Survey online, May 2007, 176 participants responded. 50 depositing data in database; of those 46% said available openly, 46% required some or complete restrictions. 54% said their organisation did NOT have a data policy at all; where they did have a policy, most were give guidelines. 55% said they prepared plans for data management; two thirds of these at time of proposal, balance later. Should be early, not least because data management costs and should be part of the proposal, also disputes can be hard to resolve later. 7% felt that clearer info on sharing and re-use would help, and 90% wanted a “plain English” guide (who wouldn’t?). Lawyer language doesn’t help, so researchers make their own informal agreements… maybe OK if nothing goes wrong.

The group has a report: analysis of Legal Context of Infrastructure for Data Access and Re-use in Collaborative Research. Also Practical Data Management: a Legal and Policy Guide. They have some tools, including a “simple” Data Management (legal) toolkit to fill in to gather information about (eg) copyright ownership etc.
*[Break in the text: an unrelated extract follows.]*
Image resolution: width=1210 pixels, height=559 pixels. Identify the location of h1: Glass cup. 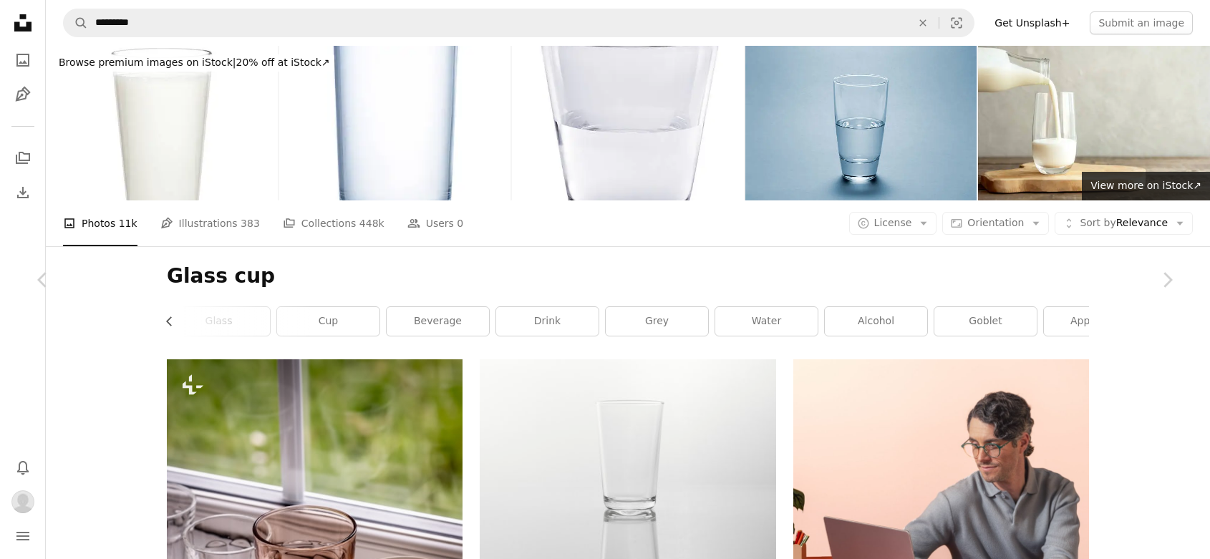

Peter Sefton of USQ talking about OAI-ORE, and what it can do for us. Making the point that we build things from a wide variety of standard components, which (mostly) work pretty well together, eg found bricks in a garden wall… OAI-PMH mostly works, moving metadata from one place to another. But it’s just the messenger, not the message. So a harvest of metadata across multiple repositories shows wide variations in the keywords, subjects etc. Problems with XACML for defining access policies: no standardisation on the names of subgroups, so in the end it’s no use for search. Point being that these standards may appear important but not work well in practice.

So on to ORE (Object Re-use and Exchange)… Pete asks “shouldn’t it be exchange, then re-use?”. ORE view of a blog post: a resource map describes the post, but in fact it’s an aggregation (compound object) of HTML text, a couple of images, comments in separate HTML, etc. The aggregation does have a URI, but does not have a fetchable reality (the resource map does). Can get complex very rapidly. See Repository Challenge at OpenRepositories 2008 in Southampton, and the ORE Challenge at RepoCamp 2008. USQ participating with Cambridge in JISC-funded TheOREM project, also internal image project called The Fascinator. Based on his ICE system that has been mentioned before, integrated with ORE tools to push stuff into the repository. Can have the repository watching so it can get it for itself.
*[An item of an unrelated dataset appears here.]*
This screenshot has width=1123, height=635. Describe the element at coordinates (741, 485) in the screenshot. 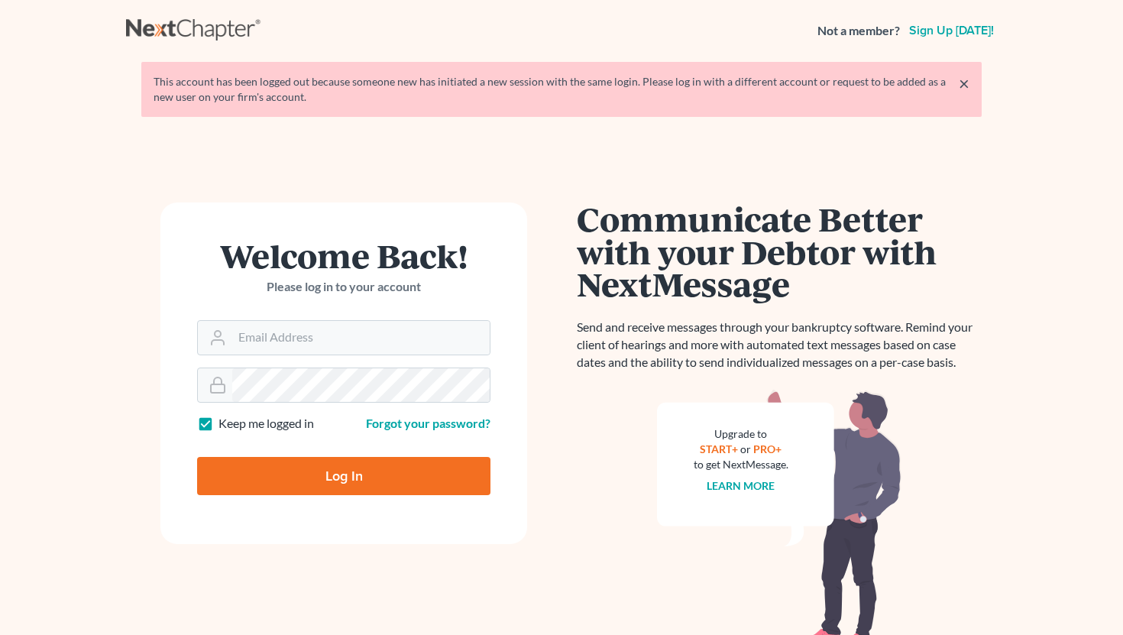

I see `a: Learn more` at that location.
ORE can: supplement OAI-PMH for moving content around; improve research tols like Zotero; replace use of METS packages; allow “thesis by publication” more elegantly; and pave the way for a repository architecture that understands content models (no more discussion of atomistic versus compound objects).

Wednesday 8 October 2008

DCC Curation Lifecycle Model

I have not written much in this blog about Digital Curation Centre products, but I think it’s time to remedy that, and mention some of them. In particular, I wanted to mention the DCC Curation Lifecycle model, which is attracting widespread interest. Primarily put together by Sarah Higgins with input from colleagues across the DCC and external experts, like all such models it is of course a compromise between succinctness and completeness. Sarah has run a couple of workshops on it, including one in the US at JCDL 08 in Pittsburgh, and the response was extremely positive.
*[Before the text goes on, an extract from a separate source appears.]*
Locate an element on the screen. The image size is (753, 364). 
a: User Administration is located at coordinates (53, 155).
I hope to mention later how we will be using it to structure information on standards, and we are expecting to use it as an entry point to the DCC web site and the DCC DIFFUSE Standards Frameworks Project. In addition, I learned only recently that the more detailed proposals for the UK Research Data Service (which went to their Steering Committee a week or so back) lean heavily on the model (not apparent from their interim report). It is also used to explain the roles of data managers and data scientists in the JISC report “Skills, Role & Career Structure of Data Scientists & Curators: Assessment of Current Practice & Future Needs” by Alma Swan and Sheridan Brown.

Here is the graphic summary of the model:



I won’t attempt here to explain it in detail, as there’s sufficient additional information on the DCC web site and the longer IJDC article about the model.